One Reply to “6.5.2105 Journal Prompt”

  1. Mama said we should get dressed up. She said a gentleman was going to take our picture. The same gentleman from the train, she said. The man with the stories tucked in his pockets, along with the playing cards and the hard sugar sweets.

    He was quite taken with our Alice, this gentleman. He said she reminded him of another girl called Alice, and that Alice had had such adventures when she slipped down a rabbit hole. I said rabbit holes were dirty and dark and they smelled of things bureid or dead.

    He ruffled my hair and presented me with a small leather-bound book that he had about his person and he said he should like to change my mind about rabbit holes if mama would give permission for him read to us.

    He was not like a grown-up at all. Not like any grown-up I ever knew. He was like a child that was hiding inside a grown-up’s clothes, except the clothes fitted his body. He was silly like a child and he made us all laugh – especially Alice who took the greater part of his attention. He touched her hair and her cheek and he pulled a penny from behind her ear and he said ‘Oh my ears and whiskers,’ like he was surprised at the penny as much as Alice was.

    ‘Alice-on-a-train,’ he called her and he said that was because he knew so many Alices: Alice-in-a-shop, Alice-on-a-beach, Alice-under-a-streetlight and Alice-under-stairs. And of course, the first Alice, and when he said her name it was like he was hurt inside, and I thought of Mrs Cornfield and the day she lost Mr Cornfield and he never could be found again for he was just bones and dirt now in a box under the ground.

    ‘Not that dress, Milly,’ mama said and her voice was all gentle-scold. ‘You must look pretty for Mr Dodgson and his box-camera. Pretty as flowers or sunrises.’

    I wore the white dress that was only for church days. And mama brushed my hair a hundred times till it shone. And Lily’s hair the same, and Alice’s – Alice-on-a-train. And ribbons in our hair, tied in neat bows. And white socks pulled up to our knees, and shoes that were polished so hard they were like mirrors to see our faces in and I wondered if looking down a gentleman might in the reflection see up my dress.

    Then Mr Dodgson was at the door and ‘pleased to see you all’, and especially Alice-on-a-train. And he brought us presents wrapped in coloured paper and tied up with string and he took as much delight in watching us unwrap his gifts as we did in unwrapping them.
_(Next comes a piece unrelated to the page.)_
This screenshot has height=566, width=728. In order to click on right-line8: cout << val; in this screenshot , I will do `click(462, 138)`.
    He set his camera up in the garden and arranged us just so, which was not so pretty as mama had thought. He made me take off my shoes and socks and he ruffled my hair – like he’d done on the train, only this time it was to undo what mama had brushed into my hair. And Lily the same, and Alice-on-a-train, too, so we looked like ragamuffins or urchins – if such were ever to have taken a bath.
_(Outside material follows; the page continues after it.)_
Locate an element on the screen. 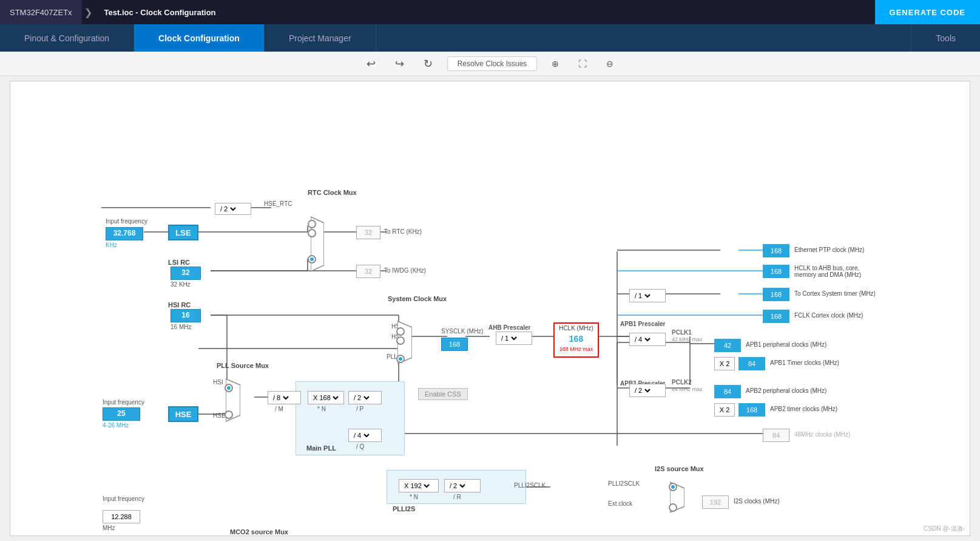  pll-p-label: / P is located at coordinates (360, 409).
    Mama has the picture still, tucked into the pages of his book about Alice-down-a-rabbit-hole. I do not think she is proud of it, for she does not put it on display for guests to wonder at. And Mr Dodgson does not call no more, not with hard sugar sweets in his pocket, or pennies to pull from behind our ears, and not with stories of Alice-on-a-train and the adventures she might have had. And Alice looks a little hurt, like she has lost a Mr Cornfield.